With data-key or dj-key, the diff algorithm uses keyed diffing: it maps old keys to new keys and emits MoveChild patches instead of remove-then-insert pairs. This preserves DOM state (input focus, scroll position, CSS animations) across reorders.
{# Without key: position-based, produces extra mutations on reorder #}
{% for item in items %}
<div>{{ item.name }}</div>
{% endfor %}
{# With data-key: move-aware, O(n) keyed diff #}
{% for item in items %}
<div data-key="{{ item.id }}">{{ item.name }}</div>
{% endfor %}
{# dj-key is equivalent to data-key #}
{% for item in items %}
<li dj-key="{{ item.id }}">{{ item.name }}</li>
{% endfor %}
Keys must be unique within the parent element. Use the item's primary key or a stable string identifier.
Opting Out of VDOM Patching
For subtrees managed by external JavaScript (chart libraries, rich text editors, map widgets), use dj-update="ignore" to prevent djust from patching them:
<div dj-update="ignore" id="my-chart">
{# Chart.js or similar owns this DOM — djust will not touch it #}
</div>
Known Pitfalls
One-Sided {% if %} in Attribute Values
djust's template preprocessor counts {% if %} / {% endif %} pairs to track div depth during rendering. When {% if %} appears inside an HTML attribute value without a matching {% else %}, the depth counter can fall out of sync, causing VDOM patching misalignment after the first render where the branch evaluates to false.
{# WRONG: one-sided if inside class attribute #}
<div class="card {% if active %}active{% endif %}">
...
</div>
Fix: Use a full {% if/else %} pair inside the attribute, or move the conditional outside the tag:
{# CORRECT: full if/else inside attribute #}
<div class="card {% if active %}active{% else %}{% endif %}">
{# ALSO CORRECT: conditional wraps the entire tag #}
{% if active %}
<div class="card active">
{% else %}
<div class="card">
{% endif %}
...
</div>
This limitation applies only to attribute values. {% if %} blocks in element text content work correctly.
Form Field Value Preservation
djust's VDOM preserves the live value of <input>, <textarea>, and <select> elements during patches.
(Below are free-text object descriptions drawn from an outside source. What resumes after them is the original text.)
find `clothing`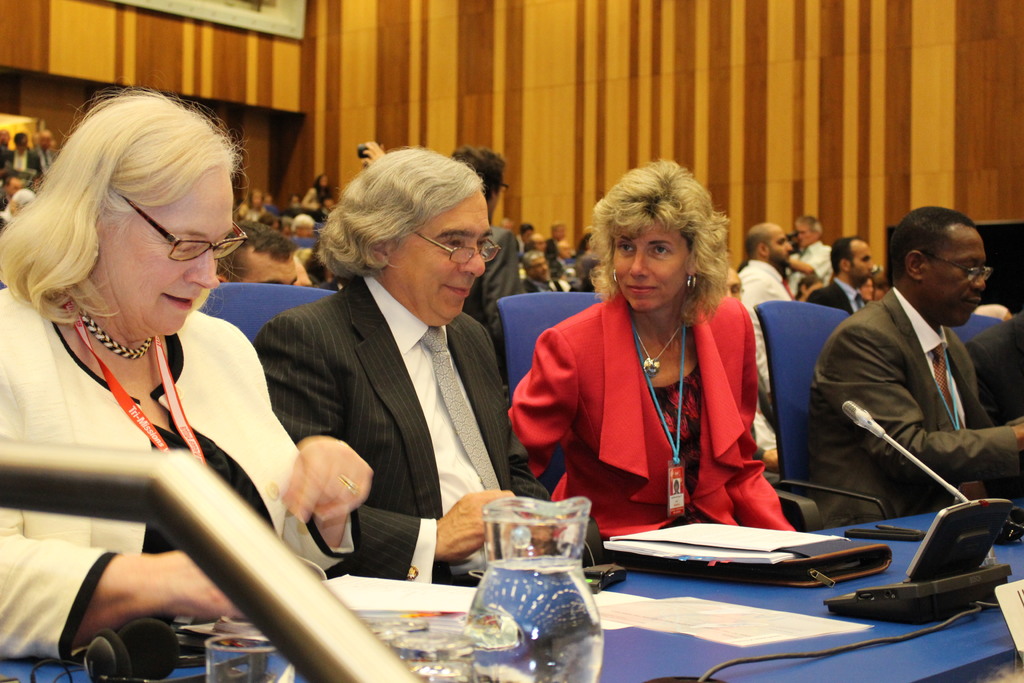
region(463, 227, 529, 386)
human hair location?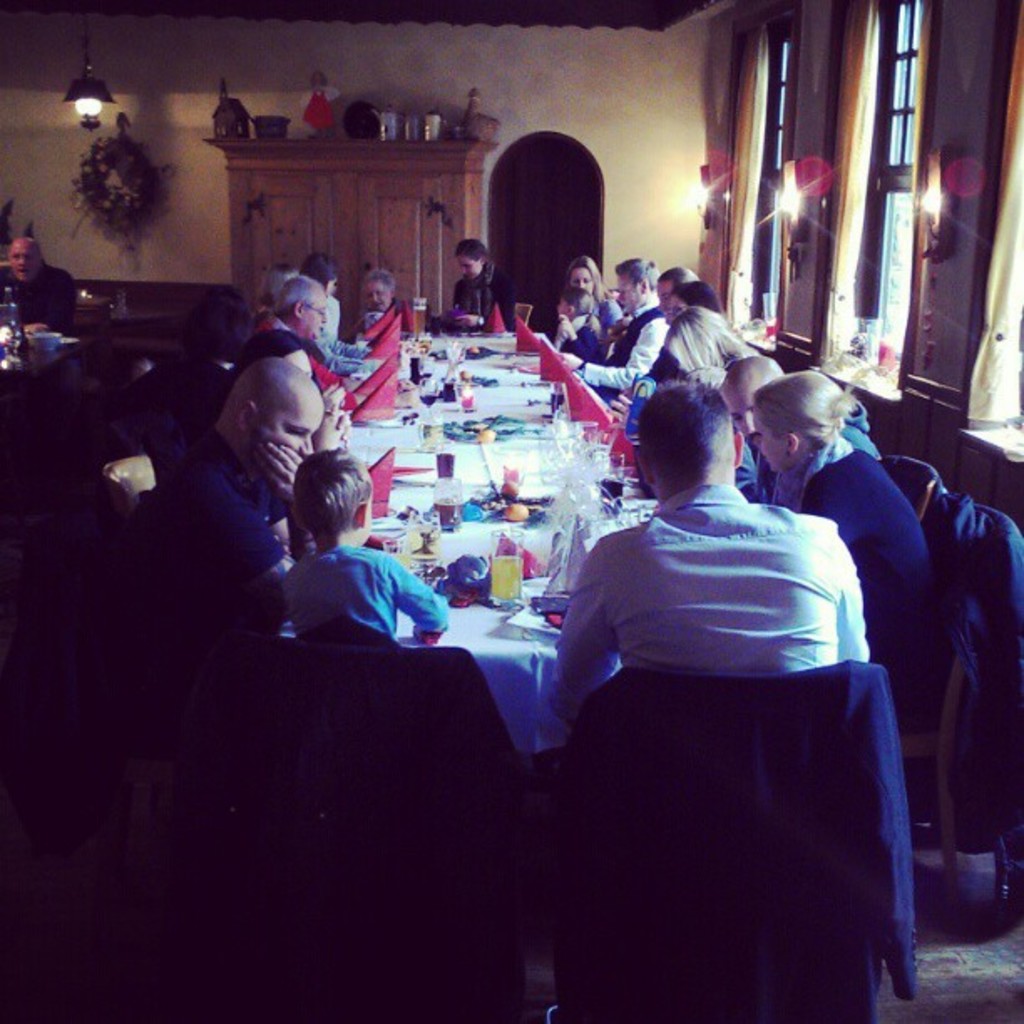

If the user has typed into a field and the server re-renders that field with the same value= attribute, the user's draft is kept.
However, if the server sends a different value=, the server value wins. This is intentional — it allows server-side validation to correct invalid input.
To prevent djust from patching a form field entirely (e.g., a rich text editor), wrap it in dj-update="ignore":
<div dj-update="ignore">
<textarea id="body"></textarea>
</div>
Debugging
Enable VDOM tracing to see every diff decision:
DJUST_VDOM_TRACE=1 make start
This logs node comparisons, attribute changes, child diffing decisions, and generated patches to stderr. Use the Debug Panel's VDOM Patches tab for a visual view of patches applied in the browser.